Sean Pitman: However, according to the Bible and Ellen White, before the Fall God specifically directed nature so that all sentient life was protected in a manner that there was no suffering or death. By eating from the “Tree of Life” God provided constant renewal and regeneration that worked against what would otherwise be inevitable entropic changes, decay, and death. It was by deliberately stepping away from the true Source of eternal life that mankind stepped away from God and into the full workings of mindless natural law alone – which does in fact inevitably lead to suffering and death.

And this interpretation is precisely why you need a theodicy. Where is the justice in killing all for the sake of the sins of one woman+man? It makes no sense logically. If they were conditionally immortal because of eating of the tree of life then did all the animals in all the world congregate around this tree like beasts around a water hole on the serengeti. how exactly do you as you are wont to do translate the account into a literal reality. And which beast had to come and eat. Or was it symbolic? Oh now that’s a thought.


Avondale College Arguing in Favor of Darwinian Evolution?

Sean Pitman: Come on now. Even I can imagine limitations to reproduction or the turnover of sentient carbon-based life. Surely you can at least imagine something similar? I know God can since such a world is described in the Bible and in the writings of Ellen White. Think about it…

Of course I have. This is not simply about reproduction. That is trivial. This is about metabolic process. Show me a carbon based life form that does not grow or metabolize anything and I will show you an organism in stasis as a spore “living” millions of year in amber. That is; effectively dead.
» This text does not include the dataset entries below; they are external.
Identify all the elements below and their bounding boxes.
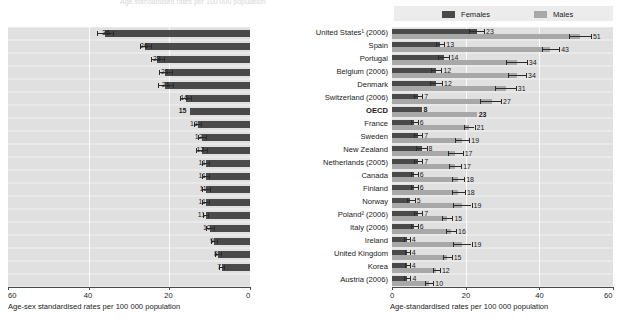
left-axis-tick-label: 60	[8, 291, 16, 300]
error-bar-cap	[446, 229, 447, 234]
bar-females	[392, 68, 436, 73]
error-bar-cap	[453, 203, 454, 208]
left-axis-tick	[8, 287, 9, 290]
value-label-total: 21	[157, 68, 169, 75]
error-bar-cap	[441, 68, 442, 73]
error-bar-line	[436, 44, 444, 45]
error-bar-cap	[191, 96, 192, 101]
value-label-males: 43	[561, 46, 569, 53]
error-bar-cap	[224, 265, 225, 270]
right-axis-tick	[613, 287, 614, 290]
error-bar-cap	[414, 211, 415, 216]
error-bar-cap	[422, 211, 423, 216]
error-bar-cap	[209, 200, 210, 205]
value-label-females: 4	[412, 262, 416, 269]
legend-swatch-males-icon	[534, 11, 547, 18]
gridline	[169, 27, 170, 287]
gridline	[89, 27, 90, 287]
error-bar-cap	[526, 73, 527, 78]
error-bar-cap	[407, 198, 408, 203]
error-bar-cap	[433, 268, 434, 273]
bar-total	[202, 147, 250, 154]
bar-males	[392, 47, 550, 52]
error-bar-cap	[455, 138, 456, 143]
error-bar-cap	[201, 122, 202, 127]
value-label-males: 19	[474, 241, 482, 248]
error-bar-cap	[414, 94, 415, 99]
error-bar-cap	[173, 83, 174, 88]
right-axis-tick	[466, 287, 467, 290]
country-label: Netherlands (2005)	[252, 158, 388, 167]
bar-males	[392, 34, 580, 39]
error-bar-line	[425, 283, 433, 284]
bar-males	[392, 60, 517, 65]
right-axis-title: Age-standardised rates per 100 000 popul…	[390, 302, 548, 312]
error-bar-cap	[461, 164, 462, 169]
error-bar-cap	[208, 213, 209, 218]
error-bar-line	[464, 127, 474, 128]
bar-total	[206, 212, 250, 219]
left-axis-tick-label: 40	[84, 291, 92, 300]
bar-males	[392, 177, 458, 182]
error-bar-cap	[442, 81, 443, 86]
error-bar-cap	[456, 229, 457, 234]
error-bar-cap	[422, 133, 423, 138]
error-bar-cap	[464, 177, 465, 182]
error-bar-cap	[431, 68, 432, 73]
bar-total	[214, 238, 250, 245]
error-bar-cap	[207, 148, 208, 153]
value-label-females: 6	[420, 184, 424, 191]
error-bar-line	[452, 179, 464, 180]
value-label-total: 8	[206, 250, 218, 257]
value-label-males: 51	[593, 33, 601, 40]
bar-males	[392, 86, 506, 91]
legend-label-males: Males	[553, 10, 573, 19]
bar-males	[392, 190, 458, 195]
row-band	[8, 275, 250, 286]
country-label: Norway	[252, 197, 388, 206]
error-bar-line	[480, 101, 501, 102]
left-axis-title: Age-sex standardised rates per 100 000 p…	[8, 302, 180, 312]
error-bar-cap	[411, 172, 412, 177]
error-bar-cap	[164, 57, 165, 62]
value-label-males: 18	[466, 176, 474, 183]
error-bar-cap	[209, 174, 210, 179]
left-axis-tick	[250, 287, 251, 290]
country-label: Italy (2006)	[252, 223, 388, 232]
error-bar-cap	[495, 86, 496, 91]
gridline	[466, 27, 467, 287]
error-bar-line	[455, 140, 470, 141]
value-label-males: 31	[518, 85, 526, 92]
country-label: Korea	[252, 262, 388, 271]
error-bar-cap	[411, 224, 412, 229]
value-label-total: 21	[158, 81, 170, 88]
value-label-total: 12	[191, 133, 203, 140]
error-bar-cap	[418, 185, 419, 190]
error-bar-line	[542, 49, 560, 50]
error-bar-cap	[209, 161, 210, 166]
error-bar-cap	[404, 237, 405, 242]
error-bar-cap	[469, 138, 470, 143]
error-bar-cap	[217, 239, 218, 244]
right-axis-tick-label: 60	[604, 291, 612, 300]
bar-males	[392, 151, 455, 156]
bar-males	[392, 268, 436, 273]
error-bar-cap	[469, 29, 470, 34]
value-label-females: 12	[444, 80, 452, 87]
bar-total	[222, 264, 250, 271]
error-bar-cap	[410, 250, 411, 255]
chart-figure: Age standardised rates per 100 000 popul…	[0, 0, 619, 323]
left-axis-tick-label: 20	[164, 291, 172, 300]
error-bar-cap	[405, 250, 406, 255]
bar-total	[206, 160, 250, 167]
right-axis-tick-label: 20	[462, 291, 470, 300]
error-bar-line	[414, 96, 422, 97]
error-bar-cap	[448, 151, 449, 156]
gridline	[539, 27, 540, 287]
country-label: Canada	[252, 171, 388, 180]
error-bar-cap	[214, 226, 215, 231]
error-bar-cap	[527, 60, 528, 65]
error-bar-cap	[113, 31, 114, 36]
error-bar-cap	[501, 99, 502, 104]
error-bar-cap	[452, 190, 453, 195]
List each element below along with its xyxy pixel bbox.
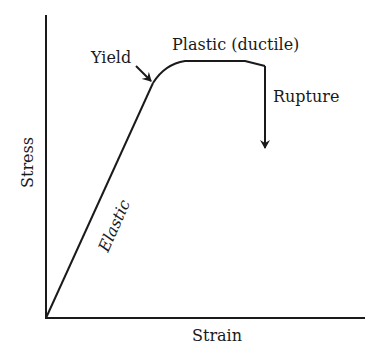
x-axis-label: Strain [192,326,242,345]
plastic-curve [153,61,265,83]
y-axis-label: Stress [18,137,37,188]
plastic-label: Plastic (ductile) [172,35,299,54]
elastic-segment [46,83,153,318]
yield-arrow [136,66,151,81]
yield-label: Yield [90,48,131,67]
elastic-label: Elastic [94,197,134,256]
rupture-label: Rupture [273,87,339,106]
stress-strain-diagram: Yield Plastic (ductile) Rupture Elastic … [0,0,380,357]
Real life cannot exist without metabolic process in a carbon based world and God has sanctified all this by a process of making good out of evil from the death of one comes life for others. Just as in the biological world so in the spiritual. By his death we have life. Just as God sanctified the practice of sacrifice of appeasement practiced by most cultures for thousands of years before and showed that in the Judeo-Christian tradition these same acts of sacrifice were emblematic of a monotheistic God that would become incarnate and bring life from death. So also he took the preceding accounts of creation derived as they were of the mesopotamian valley and recast it as an account of the monotheistic God who is above all but comes and dwells among us to become one of us. Participating in our life and death but showing us the importance of the transcendent life of the spirit that supercedes carbon based life and its inherent death. It is no fairy tale of 6 impossible things before breakfast. It is not pie in the sky by and by. It is rooted in a real world and it is about the transcendence of love and grace that is acted out in a real physical world by the incarnate God and us as we follow as His disciples.

That is the message I get from the images and visions of the Canon and EG White. But of course I read it for the message that it conveys not as a scientific text. That is where we fundamentally differ.